Audacity is published by SourceForge works very well on PC based platforms. (Stick with version 1.2.) I won’t go into all the detail of its features because you can read them here. Suffice it to say that it has all the capabilities you need to edit a podcast you recorded on a separate digital recorder, or directly to your PC. (See earlier posting about recording directly to a computer.)

(I’ve also tried it on my Mac, but personally I like Garage Band better. If you work on a Mac, you can use either.)

There are dozens of other editing platforms available, and you may be tempted to think you need something more sophisticated. My suggestion is that you ignore that impulse, unless you have a hankerin’ to be the next basement indie rock band producer. Most editing platforms have all sorts of virtual instruments and fascinating things that you need to do multi-track, multi-instrument recording. If that’s what you want, go nuts. But you don’t need such capabilities for doing a podcast and they will likely just get in your way. Audacity has some of that, but not enough to be a problem.

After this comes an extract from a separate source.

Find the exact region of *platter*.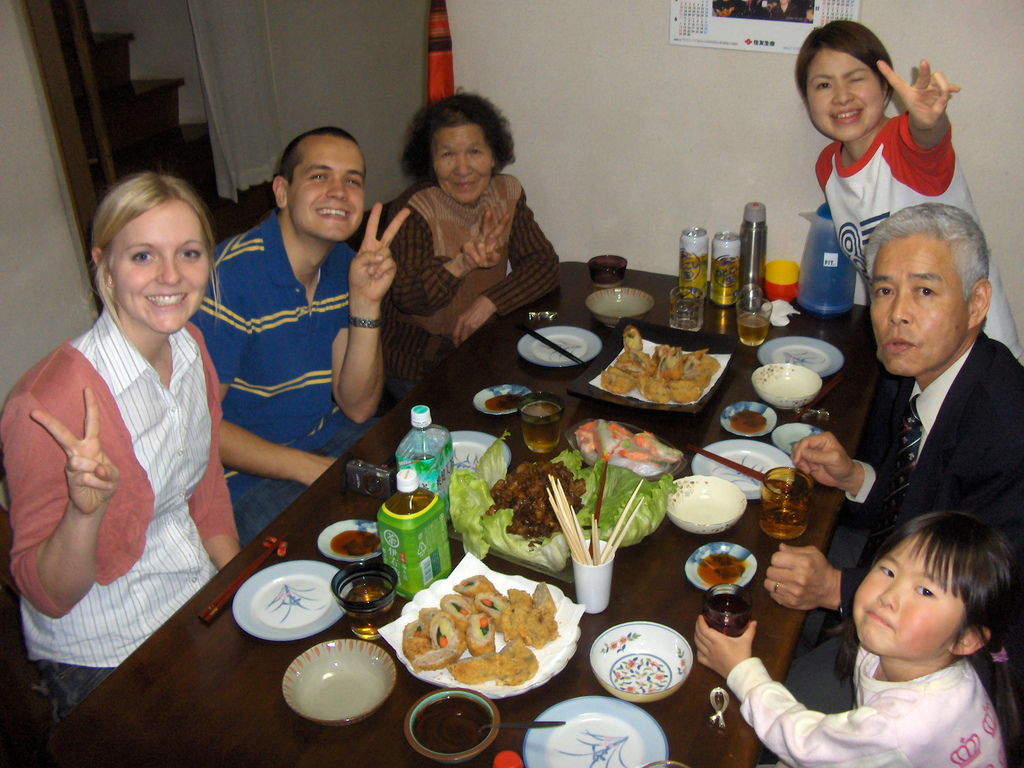
Exact region: [x1=691, y1=442, x2=794, y2=500].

Since it has been used very widely, there is a whole lot of stuff on the Web that will help you learn. SourceForge has a number of tutorials on its site. There are many others, including some you can watch on YouTube.

I have a very useful manual called “Podcasting with Audacity: Audio Editing for Everyone” by Dominic Mazzoni and Scott Granneman. I recall downloading it as a PDF from somewhere for the whopping price of about $6, but now I can’t find where I got it. If you have better luck with some searching, it’s well worth buying.

The larger question that you may be asking is: “Why should I learn to edit podcasts myself? Isn’t there enough to do already?”

The ability to record and edit your own podcasts gives you the tools to control the content:

  • Choose what phrases stay and what get cut;
  • Change the order of questions if you don’t like how you handled an interview;
  • Make your interviewee and/or yourself sound better by removing those umms and ahhs;
  • Leave your interviewee sounding like he or she really did by leaving in those umms and ahhs;
  • Combine multiple interviews into one recording as you want to; and
  • Lots of other reasons.

I used to have a cartoon on my refrigerator at home that showed a crabby looking couple in a kitchen. The husband was banging a can of something on the edge of the counter while the wife looked on, scornfully rolling her eyes. A can opener was lying there on the counter in full view of the husband. The caption read: “The less it looks like you know how to do, the less you’ll have to do.”

In an economy where publishing isn’t exactly flourishing, any effort to deliberately limit or refuse to expand your skill range doesn’t strike me as the most useful strategy for remaining employed. Audacity skills might not exactly be a ticket to job security, but I don’t think you can ever know too much. This is a very useful one you can develop without a huge amount of money, time, or effort. All you need is the will.